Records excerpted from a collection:
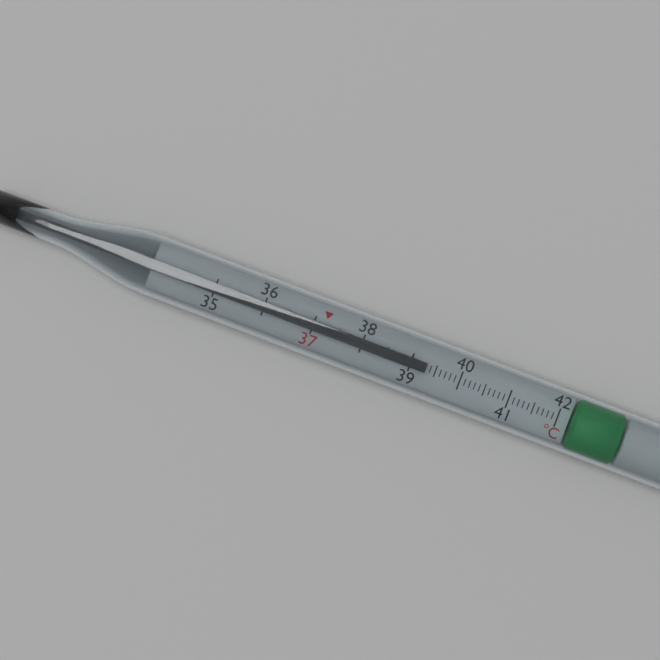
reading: 39.3 °C
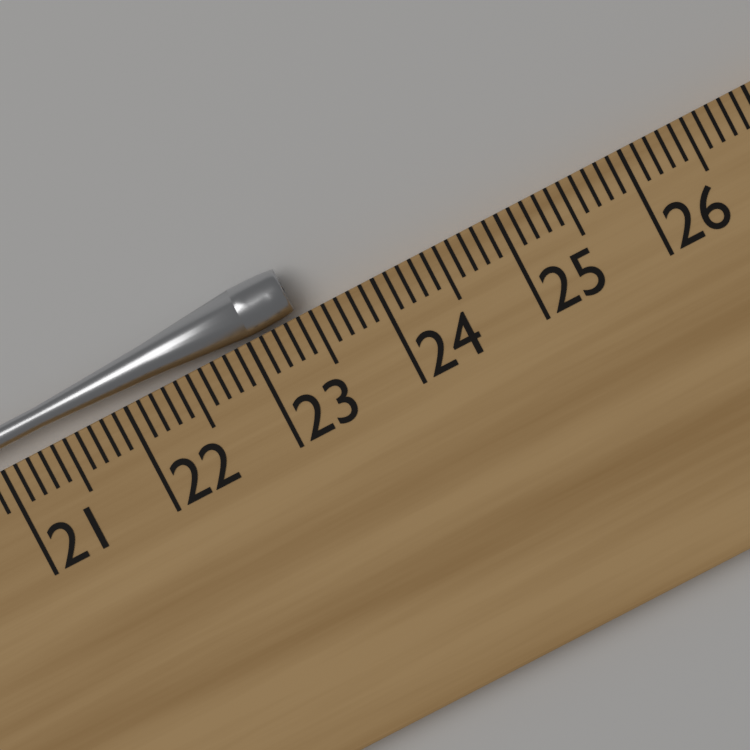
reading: 23.4 cm
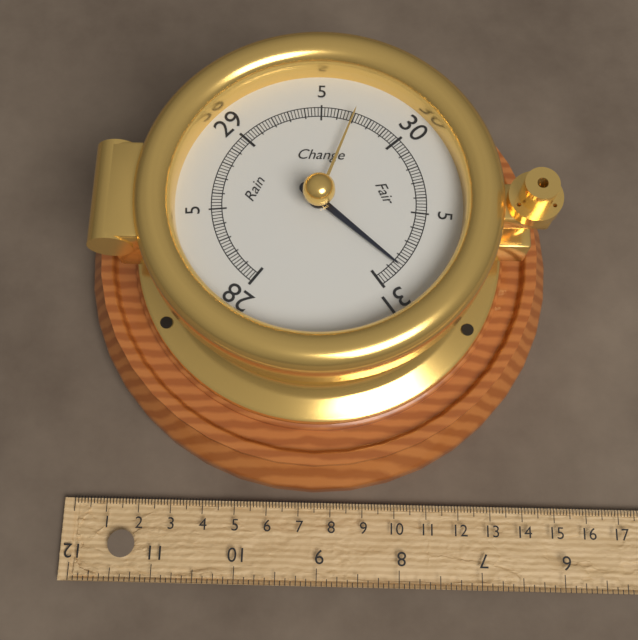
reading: 30.86 inHg
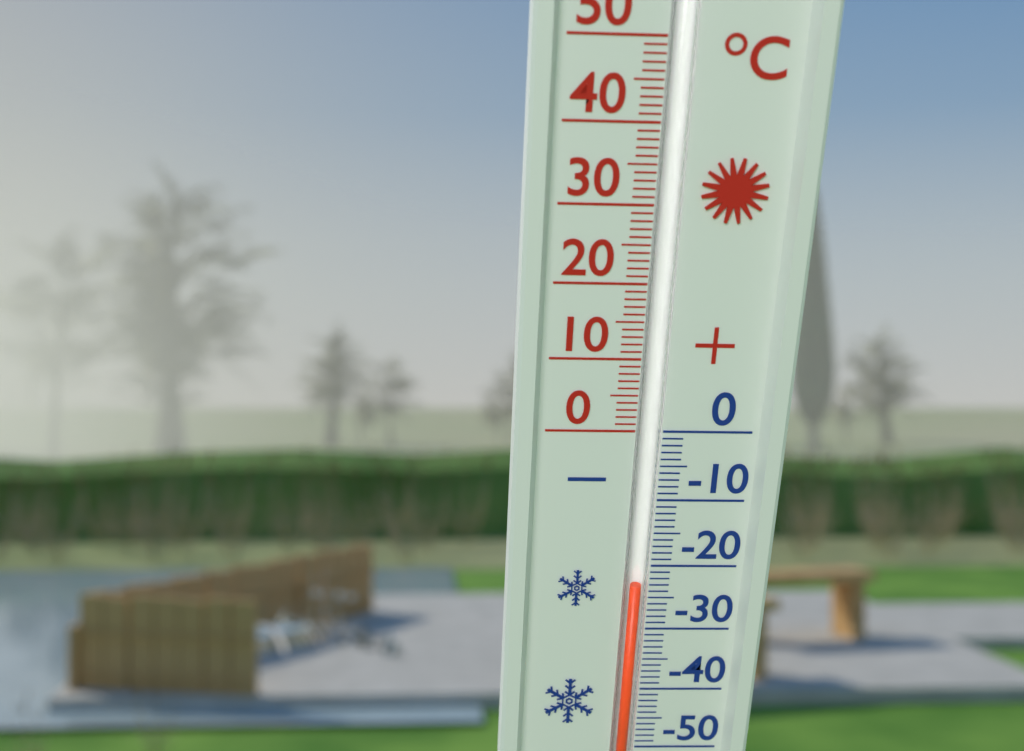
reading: -23 °C
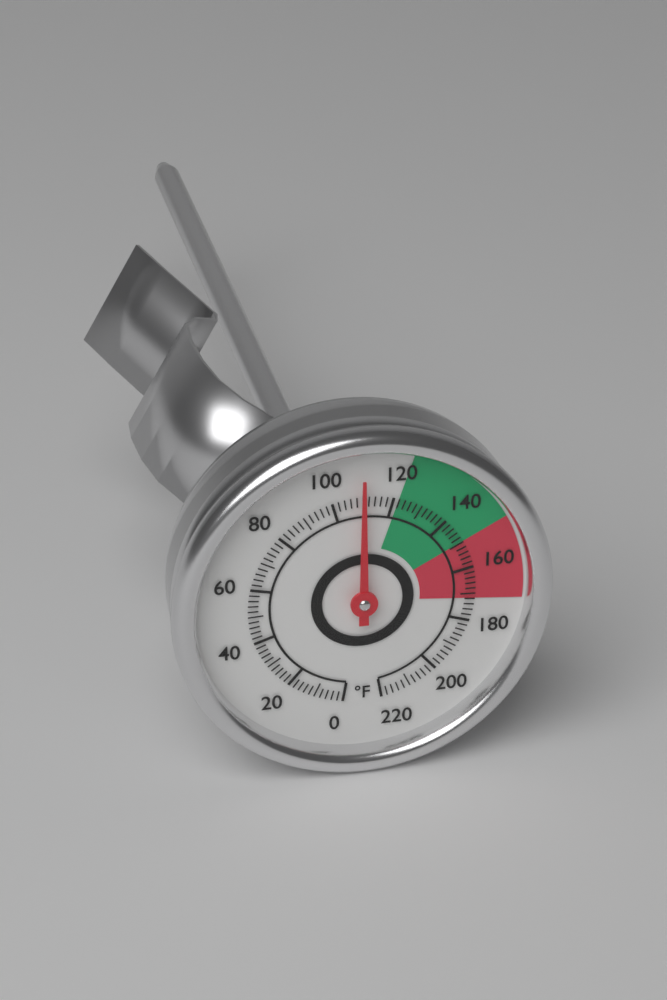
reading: 110 °F
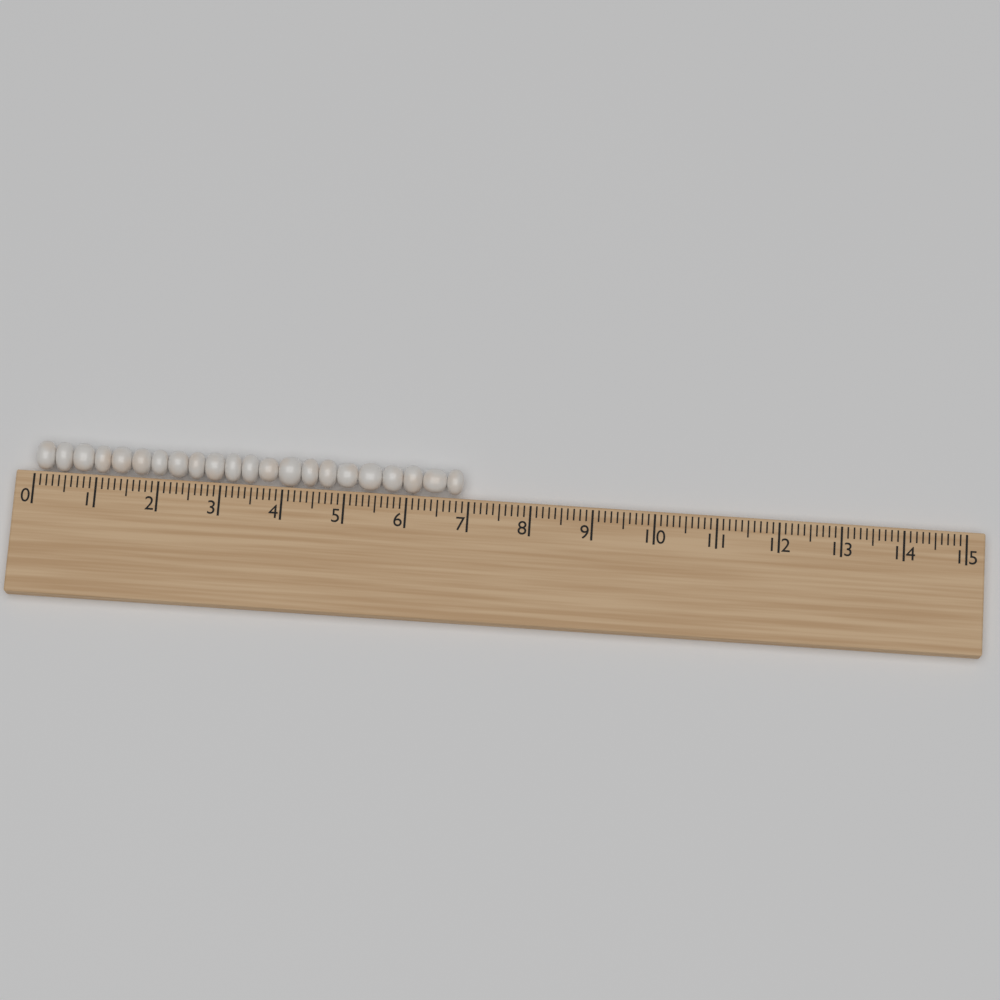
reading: 6.9 (no unit)
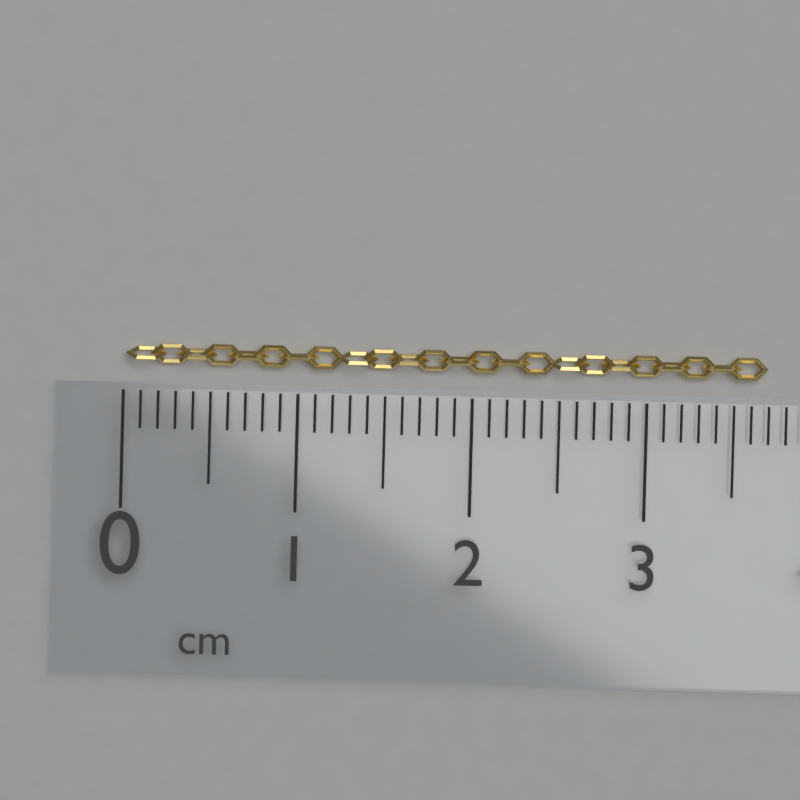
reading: 3.7 cm
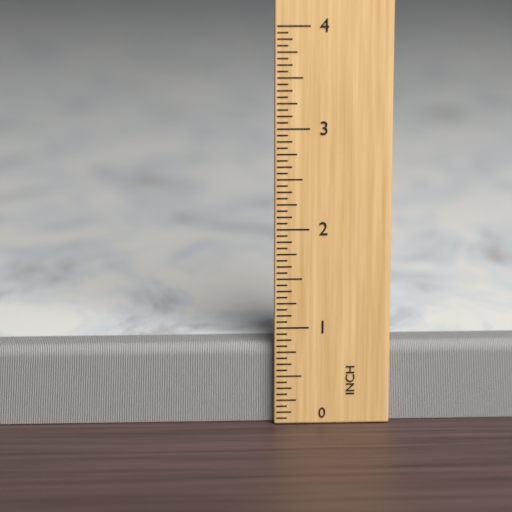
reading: 0.8125 in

_Aim of the exercise_: Every entry above should be given again exactly, with no images included.

_Task response_:
reading: 39.3 °C
reading: 23.4 cm
reading: 30.86 inHg
reading: -23 °C
reading: 110 °F
reading: 6.9 (no unit)
reading: 3.7 cm
reading: 0.8125 in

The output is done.